I decided to focus on the last of these as this is the technology that is the newest and is showing significant advancements … I must say I wasn’t disappointed. The DRUPA directory lists 57 exhibitors of what they categorize as “ink jet printing systems.” This didn’t really help me very much, so I went looking and I found what I would call inkjet printing presses at the following booths:
1. Hewlett-Packard
2. Agfa
3. Kodak
4. FujiFilm
5. Screen USA

The most striking thing about this list is that the latest and most exciting area of development in the process of putting ink-on-paper does not include any of the traditional manufacturers of lithographic press equipment. Where is Heidelberg, KBA, Komori, Mitsubishi, etc.? I don’t have an answer to this question yet … but I will find out.

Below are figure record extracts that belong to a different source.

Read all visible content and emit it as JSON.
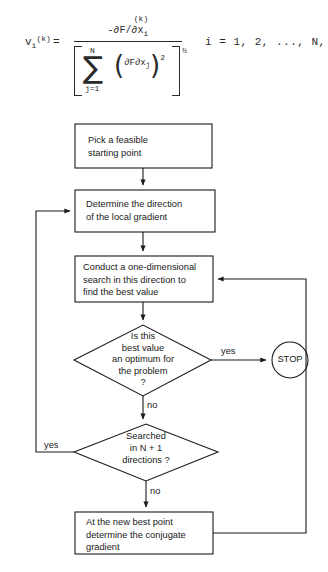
{
  "formula": {
    "lhs_var": "v",
    "lhs_sub": "i",
    "lhs_sup": "(k)",
    "equals": "=",
    "numerator_sup": "(k)",
    "numerator": "-∂F/∂x",
    "numerator_sub": "i",
    "sigma": "∑",
    "sigma_upper": "N",
    "sigma_lower": "j=1",
    "inner_numerator": "∂F",
    "inner_denominator": "∂x",
    "inner_denominator_sub": "j",
    "inner_exponent": "2",
    "outer_exponent": "½",
    "index_range": "i  =  1,  2,  ...,  N,"
  },
  "flowchart": {
    "nodes": [
      {
        "id": "pick-feasible-start",
        "shape": "box",
        "text": "Pick a feasible\nstarting point"
      },
      {
        "id": "determine-direction",
        "shape": "box",
        "text": "Determine the direction\nof the local gradient"
      },
      {
        "id": "one-dimensional-search",
        "shape": "box",
        "text": "Conduct a one-dimensional\nsearch in this direction to\nfind the best value"
      },
      {
        "id": "is-optimum-decision",
        "shape": "diamond",
        "text": "Is this\nbest value\nan optimum for\nthe problem\n?"
      },
      {
        "id": "searched-n-plus-1-decision",
        "shape": "diamond",
        "text": "Searched\nin N + 1\ndirections ?"
      },
      {
        "id": "conjugate-gradient",
        "shape": "box",
        "text": "At the new best point\ndetermine the conjugate\ngradient"
      },
      {
        "id": "stop-terminal",
        "shape": "circle",
        "text": "STOP"
      }
    ],
    "edge_labels": {
      "optimum_yes": "yes",
      "optimum_no": "no",
      "searched_yes": "yes",
      "searched_no": "no"
    },
    "colors": {
      "stroke": "#1a1a1a",
      "background": "#ffffff"
    }
  }
}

By far, the most important piece of equipment at DRUPA is HP’s Inkjet Web Press. This is a thermal inkjet device that, according to the product literature, “enables fast, four-color double-sided printing at 600 dpi with speeds of up to 400 feet per minute and inline process control. With roll-to-roll production at widths of up to 30 inches you can get high speed, high volume color print production in quantities up to 70 million per month.”

Now this is something entirely new. This machine is capable of a continuous stream of variable copy in a web press-like configuration. The implications of this machine for printing and publishing are significant. According to Andy Tribute, an industry expert: “The HP Inkjet Web Press is a ‘transition press.’ By that I mean it is a press that will be a major agent for change within the industry. It will be the first digital press that really will challenge offset color printing in areas other than short run color printing. … I think it can have the same level of market impact on offset printing as desktop publishing had on changing the structure of the prepress business in the 1980s and 1990s.”

The device is aimed at the following markets: direct mail, transaction printing, books and newspapers. Some may say that the quality isn’t there yet, that 600 dpi is not sufficient to compete with lithography. I remember a time when some said desktop publishing software couldn’t compete with phototypesetting because it lacked kerning of type. Well, desktop software is kerning type now and phototypesetting doesn’t exist any more.